Early 2020: What I miss about 601 Oak Farm Court
- Peter Lorenzi

- Feb 14, 2023
- 4 min read
Mostly, it's the memories.
We moved to 601 Oak Farm Court (OFC) in March 1996, twenty-four years ago. We left OFC twenty-two years later. Jane was a month old when we moved to OFC; Gaby was born 1n 1998. This is the home where both girls graduated. It's where we had the play groups, the birthday parties and Gaby's basement bashes. After Gaby left for college, it was just not the same. We could have stayed there for another 25 years but it was time to think about what those next twenty-five years would bring. After twenty years it was time to either seriously upgrade and stay another twenty years, or to sell and move to the next stage of our lives in another home.
I have only the fondest and best memories of this home, its features, its quirks, its location, our neighborhood. There are times when I think about how our life would be had we stayed at OFC, but I mostly draw a void. Jane and Gaby had moved out and on, unlikely to come back other than for visits. We had no close attachments to neighbors or the immediate community. Most of our time at OFC had been focused on Jane and Gaby, their education, their sports, their friends, and their formation. For me, Loyola was a job I did to provide for my family, to insure their future, to make a contribution to the lives of my students, and to earn a little satisfaction from the academic life. Unlike their parents, Gaby and Jane are Baltimore natives and Baltimore will always be the foundation of their lives. So leaving OFC was necessary but not without misgivings or great memories. But I will always have the great memories of watching the family grow and prosper and of basic parenting.
I miss how Dena managed the household, earned her masters degree, worked a number of jobs outside the home, and managed a coterie of female friends. I relish all the good memories she created for me, with the holiday meals, the pumpkin picking, the cutting of the Christmas tree, the trips to York, Pocomoke City, and Frederick. I sorely miss the great dinners we had at Aldo's and even the 'date night' meals at the local eateries like Yasou, Cafe Isis, Bagelworks, Vito's Cafe and, yes, McDonalds.
What else did I miss? My three women would agree that I took excessive pride in out lawn and its maintenance -- my emerald domain. I was Master of the Emerald Domain. I loved being able to look out over the crisply patterned front and back lawns. With the significant hill I had to mow, I miss the result, and not the effort. However, maintaining the lawn was getting more difficult as I aged, after two replaced hips. That dilemma -- pleasure versus pain -- was part of the calculus behind our move. I miss the cleared out woods that we cleared out over the years, culminating in a massive clearing late in our stay.
I missed the quiet of the cup de sac, with so little traffic and so much tranquility. Combined with the woods behind us, we lived between two buffers from the traffic and the noise of suburban Baltimore living. In the winter, we could sometimes hear traffic from nearby I-83 and in late summer we could hear the music from the State Fair concerts, but for the vast majority of the time, we had literal peace and quiet. Shortly before our decision to leave there was a spate of small home burglaries that troubled the tranquility of what had long seemed like an area insulated from crime. That, along with the continuing crumbling of Baltimore, made us interested in leaving the Baltimore area and, most likely, Maryland.
I miss having three floors and the ability to isolate myself, if only for short periods of time, to read, to work out, or simply to chill out in silence. On the other hand, I miss the excitement of watching Jane and Gaby progress and excel in their sports -- swimming, basketball, soccer, lacrosse, field hockey -- and the extended sports families from Notre Dame Prep, St Joe's and Lutherville-Timonium teams. Sunday CYO games, basketball tryouts and practices, travel and rec soccer tournaments and playoffs, and innumerable practices kept me busy, driving and cheering a lot of great successes on the field and court. I remember Jane earning an invite to play AAU basketball; I recall the first time Gaby made the LTRC travel team. I remember all of Jane's basketball games with Claire Ford and Gaby's CYO game where she scored all of St. Joe's points (other than the 'own goal' basket scored by Peg Doerfler's grand daughter) in a CYO game. I remember Jane's PK victory in her last year of soccer and Gaby's winning PK against Caroline Kelly's team in her last year of rec soccer.
I don't miss the general maintenance and repairs that increased as OFC aged. don't miss thew thirty-inch snow falls or the time I had to abandon my car in heavy snow in front of Marshall's, trying to return from Loyola after an Open House. I certainly do not miss the creaking exteriors on those very windy winter nights. I don't miss the traffic. I don't miss witnessing the slide into hopelessness that faced many people living in Baltimore, with crime, poverty and a horrible public education system.
For all my life I will relish the joy that my family brought me while we lived at Oak Farm Court.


Work through the entries below and show every line in which "left" is found.

━━━━━ Dataset content ━━━━━

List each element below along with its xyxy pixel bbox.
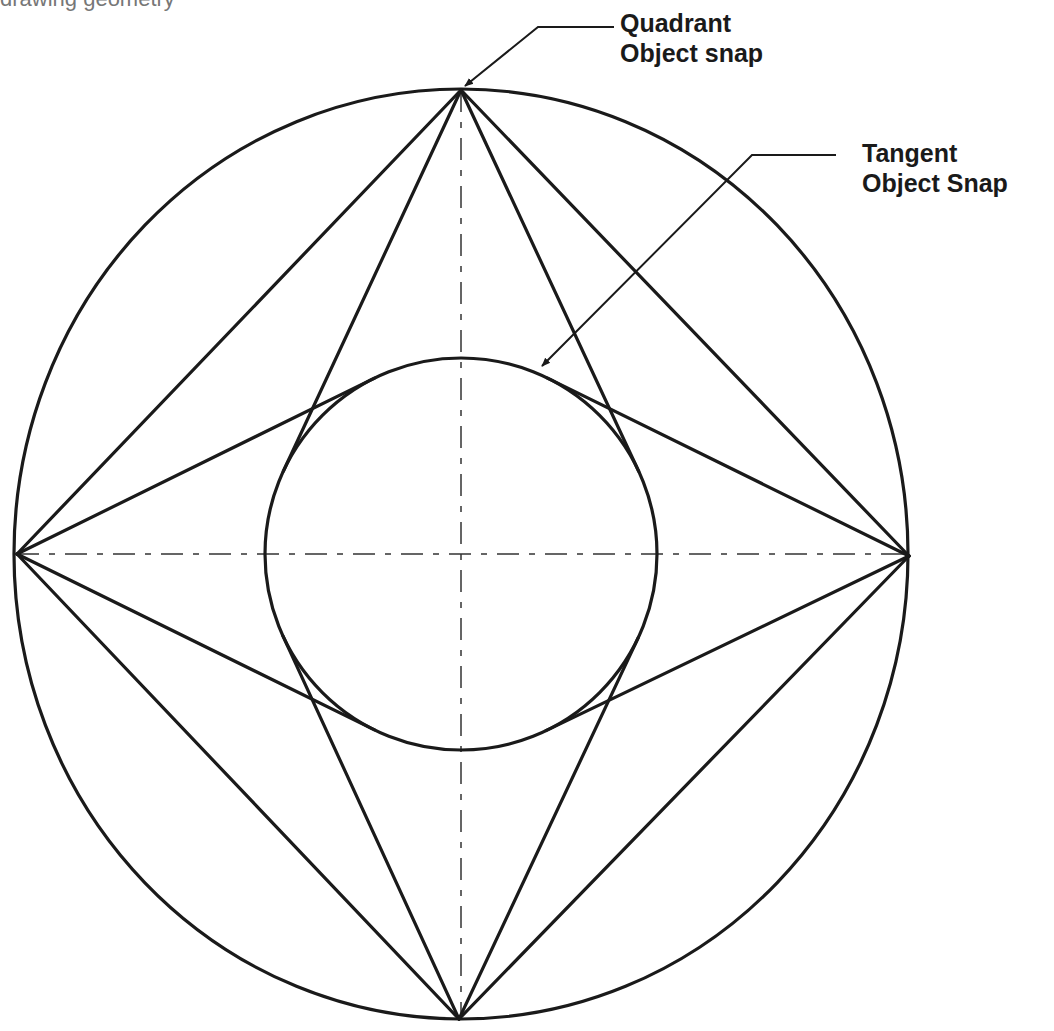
tangent-label-line1: Tangent xyxy=(862,138,1008,168)
quadrant-chord-top-right xyxy=(461,90,909,556)
tangent-line-from-top xyxy=(461,90,639,471)
tangent-line-from-bottom xyxy=(283,636,459,1019)
quadrant-object-snap-label: Quadrant Object snap xyxy=(620,8,763,68)
tangent-line-from-top xyxy=(283,90,461,471)
quadrant-leader-arrow xyxy=(465,27,614,86)
quadrant-chord-bottom-left xyxy=(17,554,459,1019)
tangent-line-from-bottom xyxy=(459,637,638,1019)
tangent-line-from-right xyxy=(546,556,909,731)
tangent-line-from-left xyxy=(17,554,375,730)
tangent-label-line2: Object Snap xyxy=(862,168,1008,198)
quadrant-label-line1: Quadrant xyxy=(620,8,763,38)
quadrant-label-line2: Object snap xyxy=(620,38,763,68)
quadrant-chord-left-top xyxy=(17,90,461,554)
tangent-leader-arrow xyxy=(542,155,836,366)
leader-arrows xyxy=(465,27,836,366)
quadrant-chord-right-bottom xyxy=(459,556,909,1019)
center-lines xyxy=(17,90,909,1019)
tangent-line-from-left xyxy=(17,378,375,554)
diagram-canvas: drawing geometry Quadrant Object snap Ta… xyxy=(0,0,1054,1031)
tangent-object-snap-label: Tangent Object Snap xyxy=(862,138,1008,198)
tangent-line-from-right xyxy=(548,378,910,556)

━━━━━

- Exercise answer:
quadrant-chord-bottom-left xyxy=(17,554,459,1019)
tangent-line-from-left xyxy=(17,554,375,730)
quadrant-chord-left-top xyxy=(17,90,461,554)
tangent-line-from-left xyxy=(17,378,375,554)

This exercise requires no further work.